Why Branding Still Matters in an Agent World
The brand work we did at Wild Earth was real. We were selling through Instagram and Facebook, and on those channels emotional resonance isn’t a nice-to-have, it’s the mechanism. The photography, the dog stories, the community, the tone of voice. People were scrolling and we had about two seconds to make them feel something. It worked. Brand investment drove revenue in a way that was measurable and direct.
So when I say I’m not sure how much of that experience applies anymore, I’m not saying brand doesn’t matter. I’m saying brand has always been channel-specific, and we’re watching a new channel emerge that nobody really knows how to build for yet.
The channel is AI agents doing the buying.
How significant that channel becomes is still an open question. Right now it’s small. But the infrastructure is arriving fast: shopping agents, autonomous checkout experiments, AI assistants with standing purchase policies. The brands that figure out what good brand means in that context early will have an advantage that’s hard to replicate later.
The brand assets that work on social don’t obviously transfer. An agent doesn’t respond to photography or storytelling. It reads structured data, parses reviews for specific signals, checks whether your product information is complete and verifiable. The emotional layer that drives conversion on Instagram is invisible to it.
My hypothesis is that brand in an agent world runs on different inputs: schema.org markup, llms.txt, spec-forward copy, explicit AI crawler permissions. Legibility and credibility rather than feeling and aspiration. Not a replacement for the human brand, but an additional layer underneath it, one that determines whether you’re accessible to this new buyer type at all.
I’m testing this with True Norma, a home wellness brand I’m building with agent-native infrastructure from day one. In twelve months I’ll have data. Right now it’s a hypothesis.
Brand still matters a lot. But which parts of it matter depends on the channel. Fifteen years of DTC brand-building has made a lot of us very good at building for human buyers on social platforms. The agent channel is new enough that nobody has that expertise yet. That gap is either a risk or an opening, depending on when you start paying attention.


→ **Work to be completed**:
Output the data that follows exactly, line for line.

→ **Extracted material**:

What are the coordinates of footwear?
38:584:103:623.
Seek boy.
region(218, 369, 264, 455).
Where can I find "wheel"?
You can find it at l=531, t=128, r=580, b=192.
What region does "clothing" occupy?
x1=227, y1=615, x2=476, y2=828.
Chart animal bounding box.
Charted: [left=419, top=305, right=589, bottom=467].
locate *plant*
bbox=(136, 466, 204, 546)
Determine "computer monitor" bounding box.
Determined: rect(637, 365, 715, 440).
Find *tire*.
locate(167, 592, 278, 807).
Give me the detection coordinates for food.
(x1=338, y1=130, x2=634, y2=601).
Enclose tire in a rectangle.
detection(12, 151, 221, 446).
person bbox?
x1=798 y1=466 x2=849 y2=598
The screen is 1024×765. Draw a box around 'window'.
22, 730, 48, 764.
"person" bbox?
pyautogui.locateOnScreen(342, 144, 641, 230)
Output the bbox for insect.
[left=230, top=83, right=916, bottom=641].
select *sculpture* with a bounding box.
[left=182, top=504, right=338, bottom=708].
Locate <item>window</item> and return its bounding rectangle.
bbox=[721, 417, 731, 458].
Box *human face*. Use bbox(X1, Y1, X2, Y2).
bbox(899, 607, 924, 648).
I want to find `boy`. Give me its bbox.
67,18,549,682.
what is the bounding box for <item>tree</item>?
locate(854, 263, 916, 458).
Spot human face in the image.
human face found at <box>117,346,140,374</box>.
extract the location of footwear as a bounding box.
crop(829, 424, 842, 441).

→ **Your response**:
What are the coordinates of footwear?
38:584:103:623.
Seek boy.
region(218, 369, 264, 455).
Where can I find "wheel"?
You can find it at l=531, t=128, r=580, b=192.
What region does "clothing" occupy?
x1=227, y1=615, x2=476, y2=828.
Chart animal bounding box.
Charted: [left=419, top=305, right=589, bottom=467].
locate *plant*
bbox=(136, 466, 204, 546)
Determine "computer monitor" bounding box.
Determined: rect(637, 365, 715, 440).
Find *tire*.
locate(167, 592, 278, 807).
Give me the detection coordinates for food.
(x1=338, y1=130, x2=634, y2=601).
Enclose tire in a rectangle.
detection(12, 151, 221, 446).
person bbox?
x1=798 y1=466 x2=849 y2=598
The screen is 1024×765. Draw a box around 'window'.
22, 730, 48, 764.
"person" bbox?
pyautogui.locateOnScreen(342, 144, 641, 230)
Output the bbox for insect.
[left=230, top=83, right=916, bottom=641].
select *sculpture* with a bounding box.
[left=182, top=504, right=338, bottom=708].
Locate <item>window</item> and return its bounding rectangle.
bbox=[721, 417, 731, 458].
Box *human face*. Use bbox(X1, Y1, X2, Y2).
bbox(899, 607, 924, 648).
I want to find `boy`. Give me its bbox.
67,18,549,682.
what is the bounding box for <item>tree</item>?
locate(854, 263, 916, 458).
Spot human face in the image.
human face found at <box>117,346,140,374</box>.
extract the location of footwear as a bounding box.
crop(829, 424, 842, 441).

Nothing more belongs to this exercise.